Joseph O’Brien’s Classic winner all set for Alleged Stakes

Latrobe Picture: Pat Healy Photography

Irish Derby hero Latrobe is set to make his seasonal reappearance in the Alleged Stakes at Naas.

The Camelot colt provided Joseph O’Brien with his first Classic success as a trainer when claiming a narrow victory at the Curragh last summer.

He went on to finish second to Flag Of Honour in the Irish St Leger before being shipped to Australia, where he was only narrowly denied in the Group One Mackinnon Stakes in November.

A trip to Sha Tin for the Hong Kong Vase the following month proved a bridge too far – but speaking at a press morning at his yard, O’Brien reported Latrobe in rude health for his imminent return to action on Saturday.

He said: “I’m very happy with how Latrobe has wintered.
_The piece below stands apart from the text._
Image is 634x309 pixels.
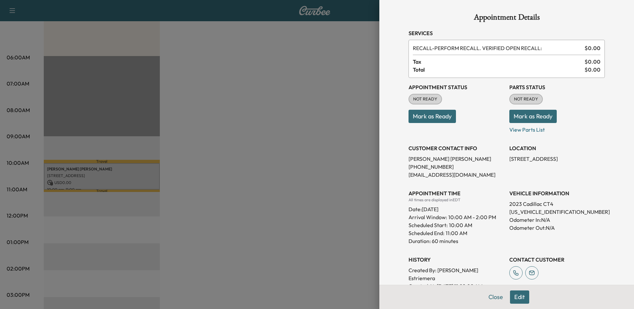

He is a huge, big horse – and I think has come on from last year.

“He will probably start off at the weekend, and we’ll go from there.

“We will try and win a Group One – that will be the aim.”

Considering plans beyond this weekend, the trainer added: “He can have the Tattersalls Gold Cup as an early-season target, and we’ll see then what Lloyd and Nick (Williams, owners) are thinking.

“At the end of the year, he will probably go to Australia for the Caulfield Cup or the Melbourne Cup. With Lloyd and Nick, they would be the main aims in the second half of the season.”

Latrobe is one of nine entries for the Group Three Alleged Stakes.

Aidan O’Brien has given the option to the aforementioned Flag Of Honour, as well as top-class filly Magical – who was last seen filling the runner-up spot behind the brilliant dual Arc heroine Enable in the Breeders’ Cup Turf.

Hazapour (Dermot Weld), Mustajeer (Ger Lyons), Parabellum (Denis Hogan), Stellar Mass (Jim Bolger), Still Standing (Jessica Harrington) and Success Days (Ken Condon) are the other contenders.

Group Three honours are also up for grabs in the preceding Gladness Stakes.

The standard setter in this seven-furlong contest is last season’s 2,000 Guineas winner Romanised.

Ken Condon’s charge struggled after his Classic triumph, but was competing at Group One level on each occasion.

His potential opponents include four horses from Aidan O’Brien’s yard – including Le Brivido, who could make his debut for the yard having won the 2017 Jersey Stakes at Royal Ascot when trained in France by Andre Fabre.

Other possibles include the Lyons-trained Psychedelic Funk, Weld’s pair of Imaging and Yulong Gold Fairy and Jim Bolger’s Smash Williams.